1. You could add VBA code to watch for deletions, or just look in the
Deleted items folder to recover them (assuming you are deleting saved items
and not using shift delete).

Sorry, I have no idea how to to this. Could you give me some hints?

So there is no way to diable drag&drop for appointments?

I can not believe that I am the only one who "accidentally" sometimes
moves an appointment in the time scale.

Because this is not logged, the exact old appointment could not be
reconstructed.
 
P

peter

Sorry, I have no idea how to to this. Could you give me some hints?


So there is no way to diable drag&drop for appointments?

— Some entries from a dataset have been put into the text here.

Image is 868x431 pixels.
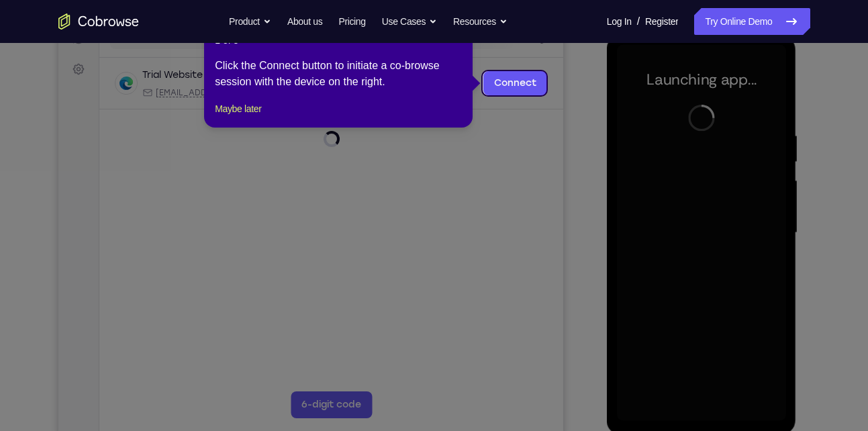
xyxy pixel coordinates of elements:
[473,40,493,62] button: Refresh
[8,70,32,94] a: Settings
[84,100,242,111] div: Email
[232,404,313,431] button: 6-digit code
[97,100,242,111] span: web@example.com
[694,8,809,35] a: Try Online Demo
[51,8,125,30] h1: Connect
[250,100,332,111] div: App
[453,8,507,35] button: Resources
[403,44,428,58] label: Email
[607,8,632,35] a: Log In
[59,14,139,30] a: Go to the home page
[76,44,245,58] input: Filter devices...
[149,83,185,93] div: Online
[84,81,145,95] div: Trial Website
[338,8,365,35] a: Pricing
[41,71,505,122] div: Open device details
[151,87,154,89] div: New devices found.
[263,100,332,111] span: Cobrowse demo
[424,84,489,108] a: Connect
[229,8,271,35] button: Product
[8,8,32,32] a: Connect
[645,8,678,35] a: Register
[215,58,461,90] div: Click the Connect button to initiate a co-browse session with the device on the right.
[340,100,375,111] span: +11 more
[637,14,640,30] span: /
[287,8,322,35] a: About us
[8,39,32,63] a: Sessions
[382,8,437,35] button: Use Cases
[266,44,309,58] label: demo_id
[215,101,261,117] button: Maybe later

I can not believe that I am the only one who "accidentally" sometimes
moves an appointment in the time scale.

Because this is not logged, the exact old appointment could not be
reconstructed.

No hints? Please.
 
D

Diane Poremsky [MVP]

Start at outlookcode.com - they may have some code samples you can use.

--
Diane Poremsky [MVP - Outlook]



Outlook Tips by email:
(e-mail address removed)

EMO - a weekly newsletter about Outlook and Exchange:
(e-mail address removed)

You can access this newsgroup by visiting
http://www.microsoft.com/office/community/en-us/default.mspx or point your
newsreader to msnews.microsoft.com.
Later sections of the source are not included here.